Today, John and I went hiking on the Nisqually Delta, where the Nisqually River runs into the Puget Sound. This is a hike that my parents have taken and I recall my dad telling me about it.
It is muddy. The water is brackish. It is winter in Western Washington. The ground and the plants are dark. The sky is changeable from grays to white to peeks of blue.
This is a popular area. We see many people, mostly families with kids and gray-haired married couples. The trail is flat and wide. There are short and medium length trails. It is perfect for the young and the old. I see my past as a child learning to hike, as a mother teaching her daughter to hike, and hopefully, my future, continuing to hike with my beloved husband for many years to come.
It seems like an in-between world, between solid and liquid, earth and sky, salt and freshwater, youth and old age. I see death, in the silver tree snags that stick out from the mud. These trees will never get leaves again. I see dormancy in the live but leafless trees on the shore and in the brown bushes in and around the water.
I also, of course, notice a lot of life, when I get quiet and still. There are so many birds. Honking geese, so many kinds of ducks, gulls, waders, and those little bitty beach birds that scurry along the shore like mice when they are not flying in tight formation just over the water’s surface. Every once in awhile, I hear a frog, sounding like a cross between an animal and a one-stringed musical instrument.
Every life is in-between. It is in some moments that we are fully aware of this. Today, I see it. I hear it. I feel it. It is poignant, hopeful, sad, and sweet.
So eloquent and lovely. I will re-read this often.
My goodness! What a compliment! Thanks!
I agree. This is comforting and beautifully written. Should be published!
Thauks, Mom! I am so happy that it is comforting.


WORK REQUIRED: Give back each record precisely, pictures excluded.

[Data tied to figure images]
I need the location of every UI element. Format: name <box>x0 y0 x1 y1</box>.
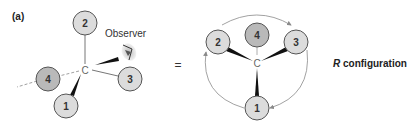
equals-sign: = <box>174 58 181 72</box>
observer-label: Observer <box>105 28 147 39</box>
svg-text:3: 3 <box>127 74 133 85</box>
left-substituent-2: 2 <box>73 11 97 35</box>
left-substituent-1: 1 <box>54 94 78 118</box>
left-center-carbon: C <box>81 65 88 76</box>
svg-text:1: 1 <box>254 103 260 114</box>
right-substituent-4: 4 <box>245 23 269 47</box>
right-substituent-2: 2 <box>206 30 230 54</box>
bond-to-3 <box>92 70 118 76</box>
right-substituent-1: 1 <box>245 96 269 120</box>
svg-text:4: 4 <box>254 30 260 41</box>
wedge-bond-to-1 <box>255 68 259 96</box>
dashed-bond-to-4 <box>59 71 79 76</box>
panel-label: (a) <box>12 11 24 22</box>
rotation-arrow-1-to-2 <box>205 52 244 108</box>
wedge-bond-to-2 <box>226 47 253 61</box>
right-substituent-3: 3 <box>284 30 308 54</box>
dashed-extension <box>17 81 37 87</box>
configuration-text: configuration <box>340 58 407 69</box>
svg-text:1: 1 <box>63 101 69 112</box>
wedge-bond-to-observer <box>95 57 119 65</box>
svg-text:2: 2 <box>215 37 221 48</box>
left-substituent-4: 4 <box>36 67 60 91</box>
stereochemistry-diagram: (a) C 2 4 1 3 <box>0 0 419 123</box>
svg-text:4: 4 <box>45 74 51 85</box>
right-center-carbon: C <box>253 58 260 69</box>
rotation-arrow-3-to-1 <box>270 50 308 108</box>
wedge-bond-to-1 <box>70 74 81 96</box>
eye-icon <box>119 41 139 63</box>
right-molecule: C 4 2 3 1 <box>205 15 308 120</box>
svg-text:3: 3 <box>293 37 299 48</box>
configuration-label: R configuration <box>333 58 407 69</box>
left-substituent-3: 3 <box>118 67 142 91</box>
wedge-bond-to-3 <box>261 47 288 61</box>
svg-text:2: 2 <box>82 18 88 29</box>
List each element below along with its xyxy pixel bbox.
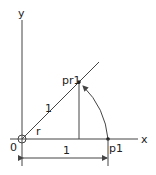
rotated-line bbox=[22, 62, 99, 139]
rotation-arc bbox=[83, 86, 108, 139]
angle-label: r bbox=[36, 125, 41, 138]
origin-label: 0 bbox=[10, 141, 17, 154]
dimension-label: 1 bbox=[63, 144, 70, 157]
rotation-diagram: y x 0 pr1 p1 1 r 1 bbox=[0, 0, 156, 175]
x-axis-label: x bbox=[141, 133, 148, 146]
p1-label: p1 bbox=[109, 142, 123, 155]
pr1-label: pr1 bbox=[62, 74, 81, 87]
diagram-canvas: y x 0 pr1 p1 1 r 1 bbox=[0, 0, 156, 175]
y-axis-label: y bbox=[18, 7, 25, 20]
radius-length-label: 1 bbox=[45, 102, 52, 115]
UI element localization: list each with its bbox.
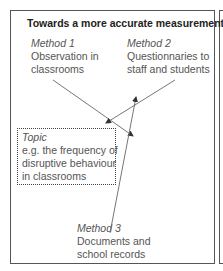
method-1-arrow [53,80,133,136]
arrows-layer [0,0,223,271]
method-2-arrow [106,80,175,123]
method-3-arrow [110,97,136,233]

EXPECTED OUTPUT:
I need the location of every UI element. Format: name <box>x0 y0 x1 y1</box>.
equals-sign: = <box>174 58 181 72</box>
observer-label: Observer <box>105 28 147 39</box>
svg-text:3: 3 <box>127 74 133 85</box>
left-substituent-2: 2 <box>73 11 97 35</box>
left-substituent-1: 1 <box>54 94 78 118</box>
left-center-carbon: C <box>81 65 88 76</box>
svg-text:1: 1 <box>254 103 260 114</box>
right-substituent-4: 4 <box>245 23 269 47</box>
right-substituent-2: 2 <box>206 30 230 54</box>
bond-to-3 <box>92 70 118 76</box>
right-substituent-1: 1 <box>245 96 269 120</box>
svg-text:4: 4 <box>254 30 260 41</box>
wedge-bond-to-1 <box>255 68 259 96</box>
dashed-bond-to-4 <box>59 71 79 76</box>
panel-label: (a) <box>12 11 24 22</box>
rotation-arrow-1-to-2 <box>205 52 244 108</box>
wedge-bond-to-2 <box>226 47 253 61</box>
right-substituent-3: 3 <box>284 30 308 54</box>
dashed-extension <box>17 81 37 87</box>
configuration-text: configuration <box>340 58 407 69</box>
svg-text:1: 1 <box>63 101 69 112</box>
wedge-bond-to-observer <box>95 57 119 65</box>
svg-text:2: 2 <box>215 37 221 48</box>
left-substituent-4: 4 <box>36 67 60 91</box>
stereochemistry-diagram: (a) C 2 4 1 3 <box>0 0 419 123</box>
svg-text:4: 4 <box>45 74 51 85</box>
right-center-carbon: C <box>253 58 260 69</box>
rotation-arrow-3-to-1 <box>270 50 308 108</box>
wedge-bond-to-1 <box>70 74 81 96</box>
eye-icon <box>119 41 139 63</box>
right-molecule: C 4 2 3 1 <box>205 15 308 120</box>
svg-text:3: 3 <box>293 37 299 48</box>
configuration-label: R configuration <box>333 58 407 69</box>
left-substituent-3: 3 <box>118 67 142 91</box>
wedge-bond-to-3 <box>261 47 288 61</box>
svg-text:2: 2 <box>82 18 88 29</box>
List each element below along with its xyxy pixel bbox.
rotated-line bbox=[22, 62, 99, 139]
rotation-arc bbox=[83, 86, 108, 139]
angle-label: r bbox=[36, 125, 41, 138]
origin-label: 0 bbox=[10, 141, 17, 154]
dimension-label: 1 bbox=[63, 144, 70, 157]
rotation-diagram: y x 0 pr1 p1 1 r 1 bbox=[0, 0, 156, 175]
x-axis-label: x bbox=[141, 133, 148, 146]
p1-label: p1 bbox=[109, 142, 123, 155]
pr1-label: pr1 bbox=[62, 74, 81, 87]
diagram-canvas: y x 0 pr1 p1 1 r 1 bbox=[0, 0, 156, 175]
y-axis-label: y bbox=[18, 7, 25, 20]
radius-length-label: 1 bbox=[45, 102, 52, 115]
UI element localization: list each with its bbox.
method-1-arrow [53,80,133,136]
arrows-layer [0,0,223,271]
method-2-arrow [106,80,175,123]
method-3-arrow [110,97,136,233]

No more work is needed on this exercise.